> WHAT IS NEEDED: Your task is to retype, word for word, the lines from the start of the data through the line holding "Task: Click on the osd-checkbox". Do not include the pictures.

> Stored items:
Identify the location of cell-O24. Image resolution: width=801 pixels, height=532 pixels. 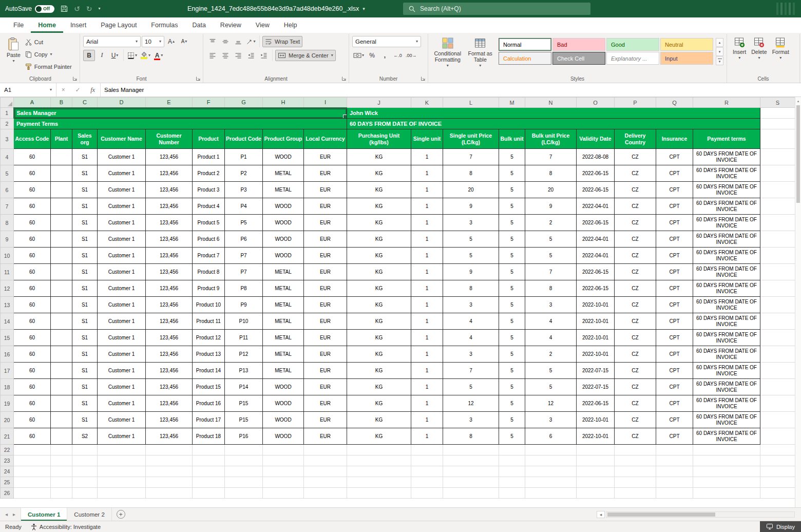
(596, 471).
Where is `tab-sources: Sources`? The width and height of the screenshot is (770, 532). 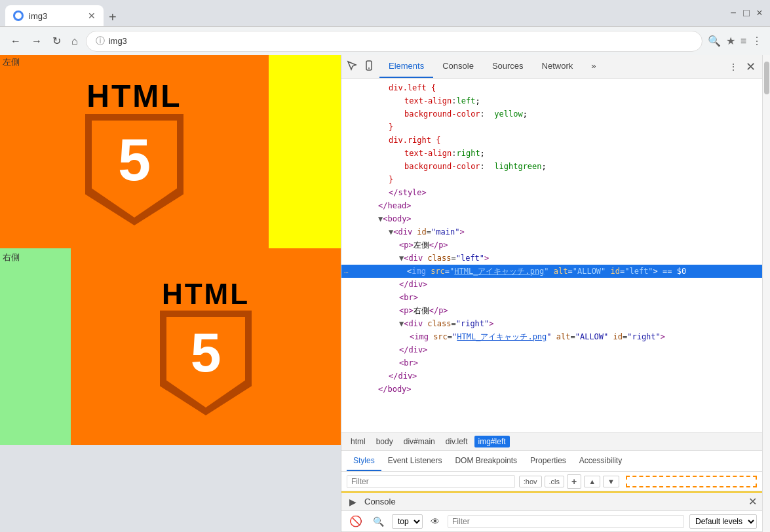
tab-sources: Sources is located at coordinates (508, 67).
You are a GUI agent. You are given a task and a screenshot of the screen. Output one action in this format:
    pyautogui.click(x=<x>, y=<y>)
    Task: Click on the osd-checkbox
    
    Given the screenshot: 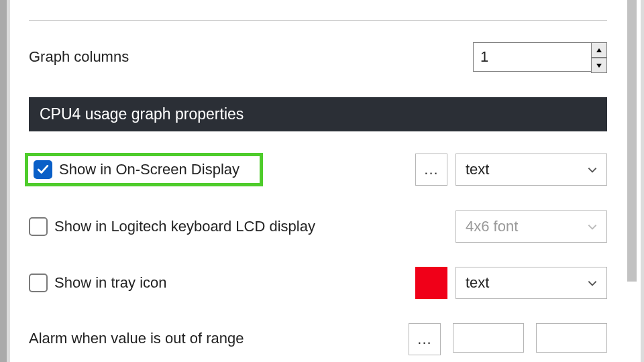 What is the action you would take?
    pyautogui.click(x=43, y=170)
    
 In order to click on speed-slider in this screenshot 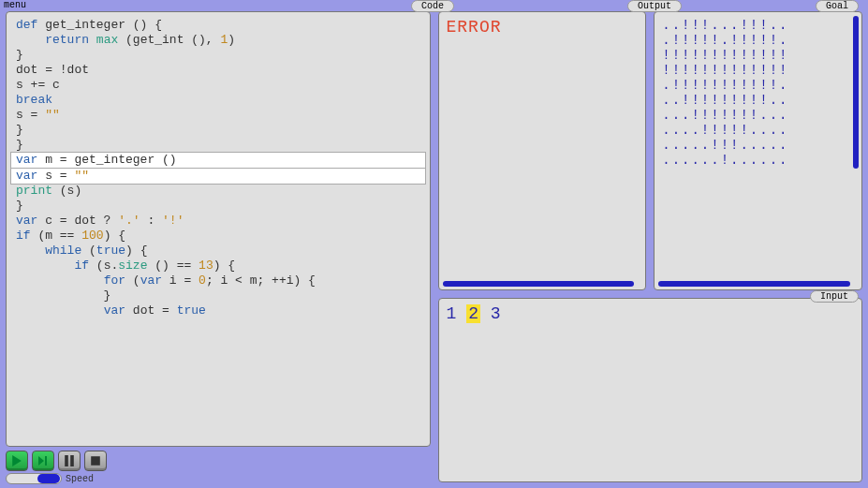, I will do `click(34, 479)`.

> WRITTEN ANSWER:
Identify the location of cell-O24. Image resolution: width=801 pixels, height=532 pixels. 
(596, 471).
Where is `tab-sources: Sources`? The width and height of the screenshot is (770, 532). 
tab-sources: Sources is located at coordinates (508, 67).
You are a GUI agent. You are given a task and a screenshot of the screen. Output one action in this format:
    pyautogui.click(x=<x>, y=<y>)
    Task: Click on the osd-checkbox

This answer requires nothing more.